Legal heirs and others who could benefit financially from the patient’s death can serve as “witnesses” affirming the person’s desire to end his or her life. The door is wide open for unscrupulous care-givers or greedy relatives to coerce the patient into taking the lethal drugs. Since their death is now legitimized and expected, it wouldn’t be investigated as murder.
10. The measure legitimizes Dr. Kevorkian-style death machinery, including his carbon monoxide mask.
Just as abortion clinics were established when abortion was legalized, so specialty death clinics could be established in Oregon, advertising in the yellow pages and making huge profits from killing people. As parents now drive to abortion clinics to kill their babies, so children could drive to euthanasia clinics to kill their parents. As New York was once a state where parents went to kill their children, Oregon would be the state where people fly their aged parents to have them legally killed. (Their consent will be required, of course, at least at first. But cloudy mental faculties under pressure will be easily persuaded in many cases.)
Note: Though the measure specifies “Oregon residents,” it provides no legal definition of “residents.” I checked into this and was told that terminology such as “owning a residence” or “domicile” would have restricted the measure to those living in Oregon. However, no such limiting word is included. By common law a “resident” is defined as anyone who intends to remain in Oregon. No history of residence is required. Anyone wishing to receive lethal drugs can say to a doctor “I intend to live the rest of my life in Oregon” and the arrangement will be legal.
11. Reporting requirements, and the social awareness they bring, is virtually non-existent.
Oregon would have more data about appendectomies than about assisted suicides. This will disguise how wide spread the practice becomes, until the “exceptional” case becomes the norm.
12. The slippery slope: eventually non-terminal patients will be permitted physician-assisted suicide, including Alzheimer’s patients, the handicapped and other “less desirable” people.
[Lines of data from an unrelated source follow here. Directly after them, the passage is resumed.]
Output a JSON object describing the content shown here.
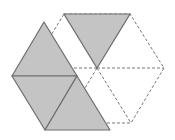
{
  "diagram": {
    "colors": {
      "background": "#ffffff",
      "shaded_fill": "#c4c4c4",
      "solid_stroke": "#6e6e6e",
      "dashed_stroke": "#777777"
    },
    "dashed_hexagon": {
      "center": [
        97,
        68
      ],
      "vertices": [
        [
          64,
          14
        ],
        [
          130,
          14
        ],
        [
          164,
          68
        ],
        [
          131,
          123
        ],
        [
          64,
          123
        ],
        [
          31,
          68
        ]
      ]
    },
    "shaded_top_triangle": [
      [
        64,
        14
      ],
      [
        130,
        14
      ],
      [
        97,
        68
      ]
    ],
    "shaded_left_group": {
      "triangles": [
        [
          [
            44,
            22
          ],
          [
            12,
            76
          ],
          [
            77,
            76
          ]
        ],
        [
          [
            12,
            76
          ],
          [
            77,
            76
          ],
          [
            45,
            130
          ]
        ],
        [
          [
            77,
            76
          ],
          [
            45,
            130
          ],
          [
            110,
            130
          ]
        ]
      ]
    }
  }
}
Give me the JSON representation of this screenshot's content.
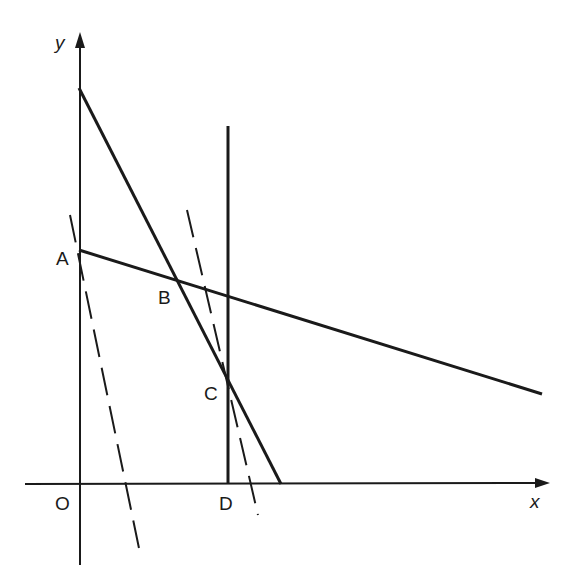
{
  "diagram": {
    "type": "linear-programming-graph",
    "axes": {
      "x_label": "x",
      "y_label": "y",
      "origin_label": "O"
    },
    "points": [
      {
        "label": "A",
        "x": 79,
        "y": 250
      },
      {
        "label": "B",
        "x": 175,
        "y": 280
      },
      {
        "label": "C",
        "x": 228,
        "y": 379
      },
      {
        "label": "D",
        "x": 228,
        "y": 484
      }
    ],
    "solid_lines": [
      {
        "name": "steep-constraint-line",
        "x1": 79,
        "y1": 88,
        "x2": 281,
        "y2": 484
      },
      {
        "name": "shallow-constraint-line",
        "x1": 79,
        "y1": 250,
        "x2": 542,
        "y2": 394
      },
      {
        "name": "vertical-constraint-line",
        "x1": 228,
        "y1": 126,
        "x2": 228,
        "y2": 484
      }
    ],
    "dashed_lines": [
      {
        "name": "objective-line-through-a",
        "x1": 70,
        "y1": 215,
        "x2": 140,
        "y2": 553
      },
      {
        "name": "objective-line-through-c",
        "x1": 187,
        "y1": 210,
        "x2": 258,
        "y2": 515
      }
    ],
    "colors": {
      "stroke": "#1a1a1a",
      "background": "#ffffff"
    }
  }
}
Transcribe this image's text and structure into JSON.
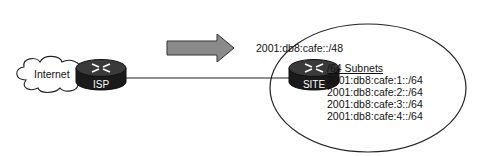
{
  "diagram": {
    "cloud": {
      "label": "Internet",
      "icon": "cloud-icon"
    },
    "routers": [
      {
        "id": "isp",
        "label": "ISP",
        "icon": "router-icon"
      },
      {
        "id": "site",
        "label": "SITE",
        "icon": "router-icon"
      }
    ],
    "arrow": {
      "icon": "arrow-right-icon",
      "fill": "#8a8a8a",
      "stroke": "#333333"
    },
    "site_prefix": "2001:db8:cafe::/48",
    "subnets": {
      "title": "/64 Subnets",
      "items": [
        "2001:db8:cafe:1::/64",
        "2001:db8:cafe:2::/64",
        "2001:db8:cafe:3::/64",
        "2001:db8:cafe:4::/64"
      ]
    },
    "colors": {
      "router_body": "#1a1a1a",
      "router_top": "#3a3a3a",
      "line": "#222222"
    }
  }
}
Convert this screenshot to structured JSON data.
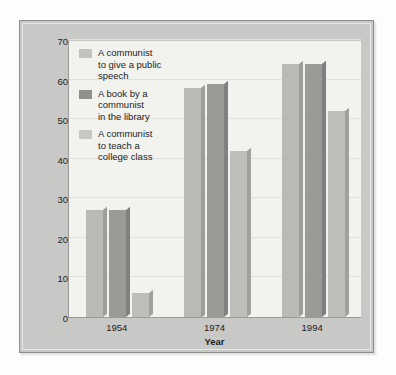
{
  "chart_data": {
    "type": "bar",
    "title": "",
    "xlabel": "Year",
    "ylabel": "Percent of public that would allow:",
    "categories": [
      "1954",
      "1974",
      "1994"
    ],
    "ylim": [
      0,
      70
    ],
    "yticks": [
      0,
      10,
      20,
      30,
      40,
      50,
      60,
      70
    ],
    "ytick_labels": [
      "0",
      "10",
      "20",
      "30",
      "40",
      "50",
      "60",
      "70"
    ],
    "grid": true,
    "legend_position": "inside-top-left",
    "series": [
      {
        "name": "A communist\nto give a public\nspeech",
        "values": [
          27,
          58,
          64
        ],
        "color": "#b9b9b6"
      },
      {
        "name": "A book by a\ncommunist\nin the library",
        "values": [
          27,
          59,
          64
        ],
        "color": "#9a9a97"
      },
      {
        "name": "A communist\nto teach a\ncollege class",
        "values": [
          6,
          42,
          52
        ],
        "color": "#bdbdba"
      }
    ]
  }
}
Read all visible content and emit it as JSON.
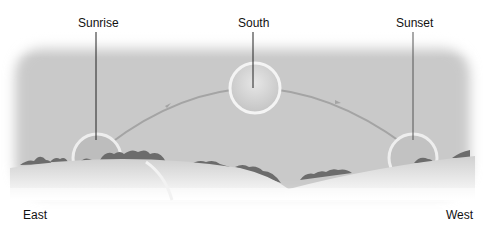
{
  "diagram": {
    "labels": {
      "sunrise": "Sunrise",
      "south": "South",
      "sunset": "Sunset",
      "east": "East",
      "west": "West"
    },
    "colors": {
      "sky": "#c8c8c8",
      "ground": "#d9d9d9",
      "trees": "#6a6a6a",
      "path": "#a0a0a0",
      "leader_line": "#222222"
    }
  }
}
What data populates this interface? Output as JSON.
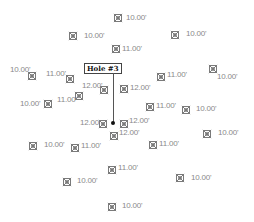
{
  "hole": {
    "label": "Hole #3",
    "x": 113,
    "y": 123
  },
  "unit_suffix": "'",
  "markers": [
    {
      "x": 118,
      "y": 18,
      "depth": "10.00'",
      "lx": 126,
      "ly": 14
    },
    {
      "x": 73,
      "y": 36,
      "depth": "10.00'",
      "lx": 84,
      "ly": 32
    },
    {
      "x": 175,
      "y": 35,
      "depth": "10.00'",
      "lx": 186,
      "ly": 30
    },
    {
      "x": 116,
      "y": 49,
      "depth": "11.00'",
      "lx": 122,
      "ly": 45
    },
    {
      "x": 32,
      "y": 76,
      "depth": "10.00'",
      "lx": 10,
      "ly": 66
    },
    {
      "x": 70,
      "y": 79,
      "depth": "11.00'",
      "lx": 46,
      "ly": 70
    },
    {
      "x": 213,
      "y": 69,
      "depth": "10.00'",
      "lx": 217,
      "ly": 73
    },
    {
      "x": 161,
      "y": 77,
      "depth": "11.00'",
      "lx": 167,
      "ly": 71
    },
    {
      "x": 104,
      "y": 90,
      "depth": "12.00'",
      "lx": 82,
      "ly": 82
    },
    {
      "x": 124,
      "y": 89,
      "depth": "12.00'",
      "lx": 130,
      "ly": 84
    },
    {
      "x": 79,
      "y": 96,
      "depth": "11.00'",
      "lx": 57,
      "ly": 96
    },
    {
      "x": 48,
      "y": 104,
      "depth": "10.00'",
      "lx": 20,
      "ly": 100
    },
    {
      "x": 150,
      "y": 107,
      "depth": "11.00'",
      "lx": 156,
      "ly": 102
    },
    {
      "x": 186,
      "y": 110,
      "depth": "10.00'",
      "lx": 196,
      "ly": 105
    },
    {
      "x": 103,
      "y": 124,
      "depth": "12.00'",
      "lx": 80,
      "ly": 119
    },
    {
      "x": 124,
      "y": 124,
      "depth": "12.00'",
      "lx": 129,
      "ly": 117
    },
    {
      "x": 114,
      "y": 136,
      "depth": "12.00'",
      "lx": 119,
      "ly": 129
    },
    {
      "x": 207,
      "y": 134,
      "depth": "10.00'",
      "lx": 218,
      "ly": 129
    },
    {
      "x": 33,
      "y": 146,
      "depth": "10.00'",
      "lx": 44,
      "ly": 141
    },
    {
      "x": 75,
      "y": 148,
      "depth": "11.00'",
      "lx": 81,
      "ly": 142
    },
    {
      "x": 153,
      "y": 145,
      "depth": "11.00'",
      "lx": 159,
      "ly": 140
    },
    {
      "x": 112,
      "y": 170,
      "depth": "11.00'",
      "lx": 118,
      "ly": 164
    },
    {
      "x": 67,
      "y": 182,
      "depth": "10.00'",
      "lx": 77,
      "ly": 177
    },
    {
      "x": 180,
      "y": 178,
      "depth": "10.00'",
      "lx": 191,
      "ly": 174
    },
    {
      "x": 112,
      "y": 207,
      "depth": "10.00'",
      "lx": 122,
      "ly": 202
    }
  ]
}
In 1990 in the Netherlands, with a population five times that of Oregon, statistics indicate 400 people died as a result of doctors providing them means to kill themselves; 2,300 people were put to death by doctors, at their own request; 1,040 people died from involuntary euthanasia, meaning that doctors actively killed these patients without their request (72% of these had never given any indication they wanted their lives terminated under such circumstances). An astounding 8,100 patients died as a result of doctors deliberately giving them overdoses of pain medication for the primary purpose of hastening patient death. A total of 11,800 people, over 9% of all deaths in the Netherlands in 1990, were killed by deliberately lethal overdoses or injections.
It is now a widespread practice amongst Dutch physicians to deliberately falsify patients’ death certificates to say deaths occurred from natural causes. What began a few decades ago as an exceptional practice is now extremely common.
If there are physical justifications for suicide, there are surely mental justifications. Eventually health costs will increase the pressure to “take care of” the old and sick and mentally inferior. A whole new crop of Nazi-like euphemisms will emerge, parallel to “emptying the ghettos” and dealing with “the Jewish problem.”
Euthanasia is simply abortion of the elderly. The same logic and arguments and appeals to “compassion” and quality of life and financial concerns are used for both. Abortion has desensitized us to this measure, which in turn will desensitize us to other measures. (Perhaps a “Compassionate Alternatives for the Handicapped” measure will be next, which offer and encourage and eventually mandate suicide for the physical and mental drain to society.)
My prediction? If ballot measure 16 is passed, in 1995 physician-assisted suicide of the weak and elderly will be in place. By 2005 it will be a common and widely accepted practice. By 2015, for certain people fitting the profile, it will become a requirement.